Emily pressed until James admitted the affair. Maybe if he’d lied, she wouldn’t have ended up in hospital.
Later, he collected Lily from nursery, and they visited Emily. She lay pale under an IV, managing a weak smile for Lily but none for James.
He’d already decided. He’d leave Emily—Rita was pregnant and wanted him to move in. But the doctor had warned him: no stress for Emily.
Days passed. Granny Margaret arrived, shooing Lily to her room for a private talk. At first, it was calm, then angry—something about Grace again.

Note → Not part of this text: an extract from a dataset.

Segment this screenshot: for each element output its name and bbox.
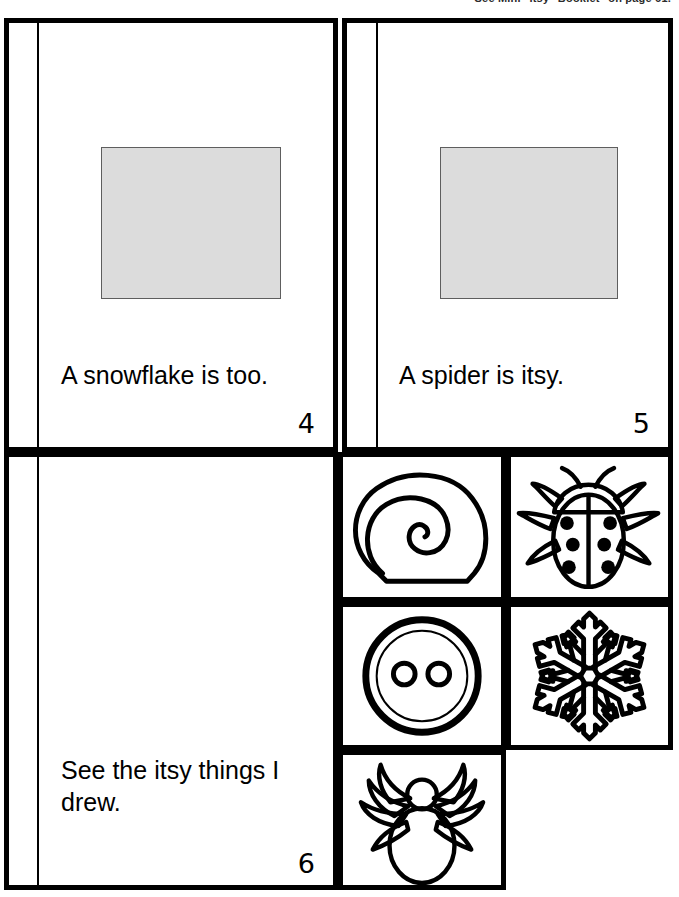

Emily came home, frail and forbidden to work. Margaret offered to take her and Lily to the countryside. Fresh air, quiet. But Lily was confused.
“What about Dad?”
“Love, he won’t be coming with us,” Emily said softly. “You’ll understand when you’re older.”
James had packed his things before Emily’s discharge. “Take your belongings and go,” she’d told him. “I’ll file for divorce. And Lily was never really yours.”
He moved in with Rita and vanished from their lives.
The cottage was peaceful. But one day, Lily overheard Granny and a neighbour, Mrs. Thompson.
“James found himself a younger, healthier wife,” Margaret muttered. “She’s already borne him a child. Emily’s not well—short of breath, weak.”
Lily saw how her mother struggled, how she often stared at Grace’s photo on the wall, sighing deeply. Once, a tear rolled down her cheek.
Years passed. Emily grew weaker. Lily, now in secondary school, helped Granny, determined not to upset Mum.
“You rest,” she’d say. “I’ll manage.”
“You’re my clever girl,” Margaret would murmur, hugging her.
Then, one afternoon, Mrs. Wilkins stopped them in the lane.
“Goodness, Margaret—your granddaughter’s the spitting image of Grace at that age!”
Lily dug out old photos and saw the resemblance. But she said nothing.
Soon after, Emily collapsed again. The ambulance came, but this time, she didn’t return.
Granny held Lily tightly. “She’s gone, love.”
They visited the grave often, leaving wildflowers. Margaret’s gaze often drifted between Grace’s and Emily’s photos.
At sixteen, Lily finally asked, “Granny, why do I look like Aunt Grace and not Mum?”
Margaret, unwell that day, patted the bed beside her.
“You’re nearly grown now,” she said. “It’s time you knew.”
She explained that Emily and James couldn’t conceive. Then Grace and her husband, Thomas, died in a car crash—their vehicle had skidded off a sharp bend. Lily, just two, had been staying with Margaret. Emily and James took her in.
Lily gasped. “Grace was my real mother?”
Margaret nodded. “But Emily loved you as her own.”
There was more. James had been driving the lorry that night. Exhausted, he’d missed a sign, clipped Grace’s car, and fled. He confessed to Emily, and they buried the truth.
Lily was stunned. She had two mothers—yet both were gone.
Years later, she became a doctor, married a colleague, and brought Margaret to live with them. She even saw her great-grandsons, Oliver and Henry, before Margaret passed.
They buried her in the village, beside the family she’d loved.